Cæsar returned to Rome after the battle of Thapsus, the master of the Roman dominion. The republic went out when Cato fell upon his sword at Utica; the monarchy came in with the triumphal entry of Cæsar into Rome in the summer of 46 B. C. It is true Cæsar was not king (_rex_) in name, but he was so in substance. His position as chief of the state was this: he was invested with the dictatorship for ten years,--an arrangement changed soon afterwards to perpetual dictator,--and was hailed with the title of Imperator for life. The latter title, Imperator (meaning commander), was one which belonged under the republic to the victorious general; but it was a temporary title, always laid aside with the surrender of military command.
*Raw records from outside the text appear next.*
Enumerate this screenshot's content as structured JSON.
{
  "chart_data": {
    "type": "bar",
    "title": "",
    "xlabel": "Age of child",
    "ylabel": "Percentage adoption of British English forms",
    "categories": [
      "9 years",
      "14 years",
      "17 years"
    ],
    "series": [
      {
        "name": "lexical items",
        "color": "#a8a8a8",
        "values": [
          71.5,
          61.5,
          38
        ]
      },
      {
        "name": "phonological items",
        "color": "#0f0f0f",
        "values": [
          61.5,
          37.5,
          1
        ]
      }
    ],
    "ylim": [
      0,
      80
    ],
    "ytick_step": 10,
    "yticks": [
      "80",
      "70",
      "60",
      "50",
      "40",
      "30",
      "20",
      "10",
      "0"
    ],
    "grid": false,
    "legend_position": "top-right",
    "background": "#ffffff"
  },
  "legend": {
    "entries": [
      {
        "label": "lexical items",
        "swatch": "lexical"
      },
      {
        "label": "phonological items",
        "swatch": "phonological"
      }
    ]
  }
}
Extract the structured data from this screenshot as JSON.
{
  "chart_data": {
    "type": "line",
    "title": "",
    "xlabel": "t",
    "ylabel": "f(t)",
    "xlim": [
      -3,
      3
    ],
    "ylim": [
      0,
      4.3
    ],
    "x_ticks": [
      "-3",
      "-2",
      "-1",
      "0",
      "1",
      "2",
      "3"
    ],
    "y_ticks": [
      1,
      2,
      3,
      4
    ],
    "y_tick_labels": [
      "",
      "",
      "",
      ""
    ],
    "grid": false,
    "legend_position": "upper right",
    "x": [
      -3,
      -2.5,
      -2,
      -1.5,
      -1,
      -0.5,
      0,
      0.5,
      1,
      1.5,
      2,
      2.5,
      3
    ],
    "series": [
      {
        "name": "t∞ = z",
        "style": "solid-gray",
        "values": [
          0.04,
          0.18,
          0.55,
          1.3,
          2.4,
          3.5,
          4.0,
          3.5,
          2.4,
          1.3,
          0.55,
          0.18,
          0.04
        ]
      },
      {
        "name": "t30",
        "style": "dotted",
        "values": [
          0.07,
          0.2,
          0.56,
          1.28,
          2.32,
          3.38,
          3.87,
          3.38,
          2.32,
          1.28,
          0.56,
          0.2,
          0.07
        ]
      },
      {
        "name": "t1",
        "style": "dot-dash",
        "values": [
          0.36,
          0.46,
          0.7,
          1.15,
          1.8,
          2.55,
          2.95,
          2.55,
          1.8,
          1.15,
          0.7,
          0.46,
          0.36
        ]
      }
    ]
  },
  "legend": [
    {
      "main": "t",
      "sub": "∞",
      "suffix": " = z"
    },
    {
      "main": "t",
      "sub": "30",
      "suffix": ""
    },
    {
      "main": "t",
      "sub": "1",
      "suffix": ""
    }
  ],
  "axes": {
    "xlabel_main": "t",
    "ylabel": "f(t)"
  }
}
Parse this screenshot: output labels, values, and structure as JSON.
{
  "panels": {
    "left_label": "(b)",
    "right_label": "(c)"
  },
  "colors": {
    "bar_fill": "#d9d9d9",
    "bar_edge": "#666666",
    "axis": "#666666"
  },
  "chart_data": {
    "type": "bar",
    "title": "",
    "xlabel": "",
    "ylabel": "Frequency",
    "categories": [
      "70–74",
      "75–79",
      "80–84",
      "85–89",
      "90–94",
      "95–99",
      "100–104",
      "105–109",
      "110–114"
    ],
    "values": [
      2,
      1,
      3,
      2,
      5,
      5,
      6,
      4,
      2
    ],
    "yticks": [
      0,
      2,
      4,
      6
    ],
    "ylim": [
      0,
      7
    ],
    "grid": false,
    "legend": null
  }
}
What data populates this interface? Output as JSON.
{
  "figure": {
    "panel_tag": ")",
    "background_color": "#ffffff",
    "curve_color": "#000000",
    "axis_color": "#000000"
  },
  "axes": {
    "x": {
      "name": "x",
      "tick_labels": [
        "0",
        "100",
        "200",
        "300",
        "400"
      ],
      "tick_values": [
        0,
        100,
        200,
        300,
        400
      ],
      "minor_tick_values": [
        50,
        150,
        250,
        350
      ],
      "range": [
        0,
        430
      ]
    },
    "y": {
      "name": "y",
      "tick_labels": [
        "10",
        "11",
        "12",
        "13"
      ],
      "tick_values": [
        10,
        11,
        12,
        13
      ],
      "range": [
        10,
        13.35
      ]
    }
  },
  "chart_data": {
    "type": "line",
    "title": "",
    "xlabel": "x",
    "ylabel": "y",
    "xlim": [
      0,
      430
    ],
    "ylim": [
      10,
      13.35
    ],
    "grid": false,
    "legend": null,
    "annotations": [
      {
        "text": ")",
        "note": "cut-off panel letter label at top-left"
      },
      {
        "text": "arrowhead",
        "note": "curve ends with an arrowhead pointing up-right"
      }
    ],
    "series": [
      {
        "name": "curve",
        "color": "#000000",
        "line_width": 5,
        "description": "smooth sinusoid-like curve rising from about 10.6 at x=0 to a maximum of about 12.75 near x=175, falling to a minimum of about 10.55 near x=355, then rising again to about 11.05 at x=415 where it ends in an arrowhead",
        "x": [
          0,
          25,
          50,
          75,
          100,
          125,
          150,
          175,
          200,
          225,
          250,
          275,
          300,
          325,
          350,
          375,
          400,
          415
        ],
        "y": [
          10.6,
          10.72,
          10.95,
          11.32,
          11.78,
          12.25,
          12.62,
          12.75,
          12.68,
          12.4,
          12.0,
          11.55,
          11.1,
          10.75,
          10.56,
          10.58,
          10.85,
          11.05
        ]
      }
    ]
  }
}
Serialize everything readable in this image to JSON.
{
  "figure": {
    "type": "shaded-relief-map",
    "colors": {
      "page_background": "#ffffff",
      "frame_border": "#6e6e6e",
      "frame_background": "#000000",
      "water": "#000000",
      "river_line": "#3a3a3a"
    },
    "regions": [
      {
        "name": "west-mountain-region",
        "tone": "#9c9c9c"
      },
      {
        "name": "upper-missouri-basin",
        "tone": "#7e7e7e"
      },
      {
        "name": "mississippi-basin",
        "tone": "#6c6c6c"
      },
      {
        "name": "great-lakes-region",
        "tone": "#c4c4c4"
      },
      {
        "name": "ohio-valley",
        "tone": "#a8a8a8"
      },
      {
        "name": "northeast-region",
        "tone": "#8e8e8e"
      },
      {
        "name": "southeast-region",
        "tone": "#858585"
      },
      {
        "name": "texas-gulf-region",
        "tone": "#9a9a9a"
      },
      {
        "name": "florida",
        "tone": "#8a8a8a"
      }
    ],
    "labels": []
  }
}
Cæsar was allowed to use it in a special way and permanently, and in his case it had much the meaning of the term Emperor,--a word which is simply Imperator cut short.

FEELINGS OF THE ROMANS TOWARD CAESAR

There can be no doubt that the Romans were well satisfied to be under the rule of Cæsar. The republic was a mere name, for liberty had expired when the Gracchi were murdered, and subsequent dissensions were merely contests for power between different factions. Hence the Roman people, weary of revolution, were quite content to find peace under the just though absolute rule of one master.

It is important to recognize this as the real state of public feeling, because we shall now have to see that Cæsar fell a victim to assassination, and it might be thought that his overthrow was the people’s revolt from monarchical rule. But it was the act of a small knot of conspirators who, with the cry of “Liberty and the Republic” in their mouths, did away with the Imperator to serve their own ends.